Abstract

We report the successful transmission of ten 494.85 Gbit/s DWDM signals on the standard 50 GHz ITU-T grid over 32 × 100 km of ultra-large-area (ULA) fiber. A net spectral efficiency (SE) of 8.25 b/s/Hz was achieved, after excluding the 20% soft-decision forward-error-correction (FEC) overhead. Such a result was accomplished by the use of a recently proposed polarization-division-multiplexed (PDM) time-domain hybrid 32-64 quadrature-amplitude-modulation (QAM) format, along with improved carrier frequency and phase recovery algorithms. It is shown that time-domain hybrid QAM provides a new degree of design freedom to optimize the transmission performance by fine tuning the SE of the modulation format for a specific channel bandwidth and FEC redundancy requirement. In terms of carrier recovery, we demonstrate that 1) hardware efficient estimation and tracking of the frequency offset between the signal and local-oscillator (LO) can be achieved by using a new feedback-based method, and 2) a training-assisted two-stage phase estimation algorithm effectively mitigates cyclic phase slipping problems. This new phase recovery algorithm not only improves the receiver sensitivity by eliminating the need for differential coding and decoding, but also enables an additional equalization stage following the phase recovery. We have shown that the introduction of this additional equalization stage (with larger number of taps) helps reduce the implementation penalty.
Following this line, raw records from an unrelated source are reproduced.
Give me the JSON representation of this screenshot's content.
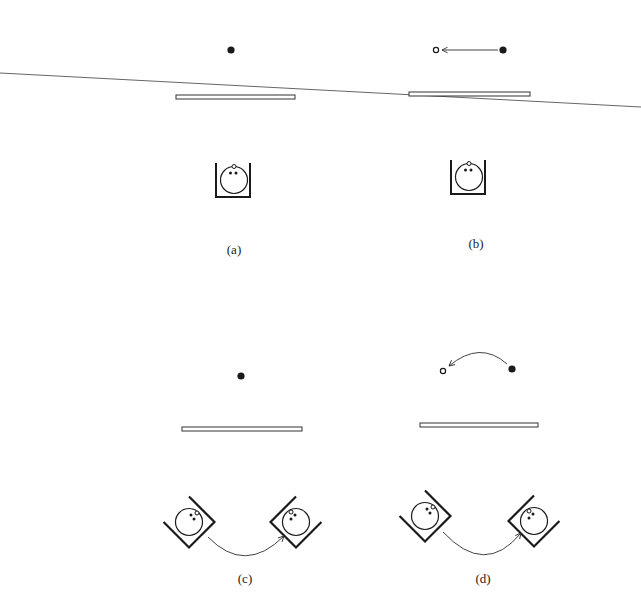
{
  "figure": {
    "panels": [
      {
        "id": "a",
        "label": "(a)",
        "description": "Point above mirror, observer in upright box"
      },
      {
        "id": "b",
        "label": "(b)",
        "description": "Point displaced leftwards (arrow) while mirror tilts"
      },
      {
        "id": "c",
        "label": "(c)",
        "description": "Observer box rotates from left to right (curved arrow), point fixed"
      },
      {
        "id": "d",
        "label": "(d)",
        "description": "Observer box rotates and point moves along curved arrow"
      }
    ],
    "colors": {
      "ink": "#1a1a1a",
      "line": "#555555",
      "background": "#ffffff"
    }
  }
}
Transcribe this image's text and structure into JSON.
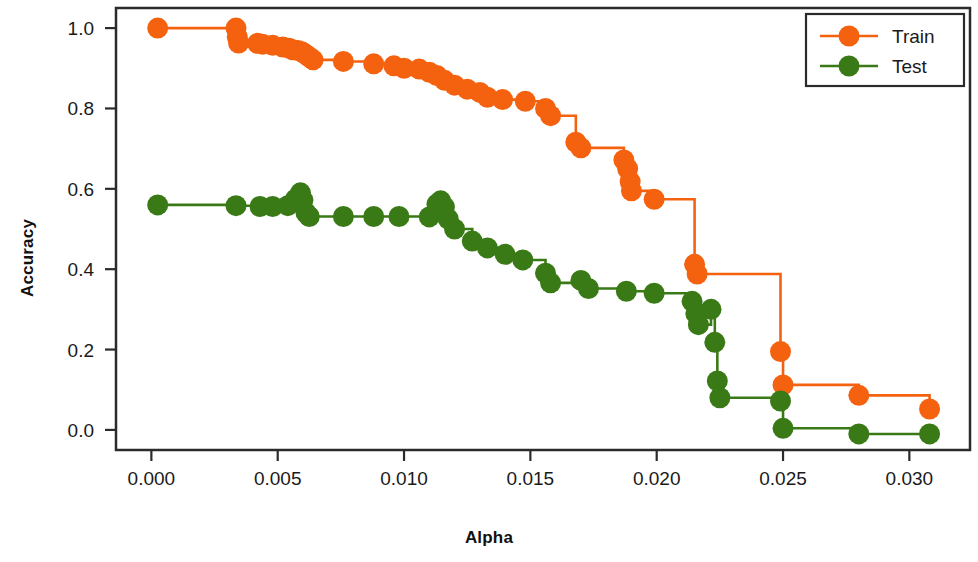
{
  "chart_data": {
    "type": "line",
    "title": "",
    "xlabel": "Alpha",
    "ylabel": "Accuracy",
    "xlim": [
      -0.0014,
      0.0324
    ],
    "ylim": [
      -0.05,
      1.05
    ],
    "grid": false,
    "drawstyle": "steps-post",
    "legend_position": "upper right",
    "xticks": [
      0.0,
      0.005,
      0.01,
      0.015,
      0.02,
      0.025,
      0.03
    ],
    "xticklabels": [
      "0.000",
      "0.005",
      "0.010",
      "0.015",
      "0.020",
      "0.025",
      "0.030"
    ],
    "yticks": [
      0.0,
      0.2,
      0.4,
      0.6,
      0.8,
      1.0
    ],
    "yticklabels": [
      "0.0",
      "0.2",
      "0.4",
      "0.6",
      "0.8",
      "1.0"
    ],
    "series": [
      {
        "name": "Train",
        "color": "#F4620F",
        "marker": "o",
        "points": [
          [
            0.00025,
            1.0
          ],
          [
            0.00335,
            1.0
          ],
          [
            0.0034,
            0.978
          ],
          [
            0.00345,
            0.963
          ],
          [
            0.0042,
            0.962
          ],
          [
            0.0044,
            0.96
          ],
          [
            0.0048,
            0.957
          ],
          [
            0.0052,
            0.953
          ],
          [
            0.00545,
            0.95
          ],
          [
            0.0056,
            0.946
          ],
          [
            0.0058,
            0.944
          ],
          [
            0.00595,
            0.941
          ],
          [
            0.0061,
            0.935
          ],
          [
            0.00625,
            0.928
          ],
          [
            0.0064,
            0.921
          ],
          [
            0.0076,
            0.917
          ],
          [
            0.0088,
            0.911
          ],
          [
            0.0096,
            0.906
          ],
          [
            0.01,
            0.9
          ],
          [
            0.0106,
            0.898
          ],
          [
            0.011,
            0.89
          ],
          [
            0.0113,
            0.882
          ],
          [
            0.0116,
            0.87
          ],
          [
            0.012,
            0.858
          ],
          [
            0.0125,
            0.848
          ],
          [
            0.013,
            0.84
          ],
          [
            0.0133,
            0.828
          ],
          [
            0.0139,
            0.822
          ],
          [
            0.0148,
            0.818
          ],
          [
            0.0156,
            0.8
          ],
          [
            0.0158,
            0.782
          ],
          [
            0.0168,
            0.716
          ],
          [
            0.017,
            0.702
          ],
          [
            0.0187,
            0.672
          ],
          [
            0.01885,
            0.65
          ],
          [
            0.01895,
            0.618
          ],
          [
            0.019,
            0.595
          ],
          [
            0.0199,
            0.574
          ],
          [
            0.0215,
            0.412
          ],
          [
            0.0216,
            0.388
          ],
          [
            0.0249,
            0.195
          ],
          [
            0.025,
            0.112
          ],
          [
            0.028,
            0.086
          ],
          [
            0.0308,
            0.052
          ]
        ]
      },
      {
        "name": "Test",
        "color": "#3A7A16",
        "marker": "o",
        "points": [
          [
            0.00025,
            0.56
          ],
          [
            0.00335,
            0.558
          ],
          [
            0.0043,
            0.556
          ],
          [
            0.0048,
            0.556
          ],
          [
            0.0054,
            0.558
          ],
          [
            0.0057,
            0.574
          ],
          [
            0.0059,
            0.59
          ],
          [
            0.006,
            0.572
          ],
          [
            0.00612,
            0.54
          ],
          [
            0.00625,
            0.531
          ],
          [
            0.0076,
            0.531
          ],
          [
            0.0088,
            0.531
          ],
          [
            0.0098,
            0.531
          ],
          [
            0.011,
            0.53
          ],
          [
            0.0113,
            0.562
          ],
          [
            0.01145,
            0.57
          ],
          [
            0.0116,
            0.555
          ],
          [
            0.01175,
            0.525
          ],
          [
            0.012,
            0.5
          ],
          [
            0.0127,
            0.47
          ],
          [
            0.0133,
            0.453
          ],
          [
            0.014,
            0.437
          ],
          [
            0.0147,
            0.423
          ],
          [
            0.0156,
            0.39
          ],
          [
            0.0158,
            0.366
          ],
          [
            0.017,
            0.372
          ],
          [
            0.0173,
            0.352
          ],
          [
            0.0188,
            0.345
          ],
          [
            0.0199,
            0.34
          ],
          [
            0.0214,
            0.32
          ],
          [
            0.02155,
            0.29
          ],
          [
            0.02165,
            0.262
          ],
          [
            0.02215,
            0.3
          ],
          [
            0.0223,
            0.218
          ],
          [
            0.0224,
            0.122
          ],
          [
            0.0225,
            0.08
          ],
          [
            0.0249,
            0.072
          ],
          [
            0.025,
            0.004
          ],
          [
            0.028,
            -0.01
          ],
          [
            0.0308,
            -0.01
          ]
        ]
      }
    ]
  },
  "legend": {
    "entries": [
      {
        "label": "Train",
        "color": "#F4620F"
      },
      {
        "label": "Test",
        "color": "#3A7A16"
      }
    ]
  }
}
This paper also presents the first experimental study of the impact of inphase (I) and quadrature (Q) correlation for a high-order QAM. It is shown that an adaptive equalizer could exploit the correlation between I and Q signal components to artificially boost the performance by up to 0.7 dB for a PDM time-domain hybrid 32-64 QAM signal when the equalizer length is significantly longer than I/Q de-correlation delay.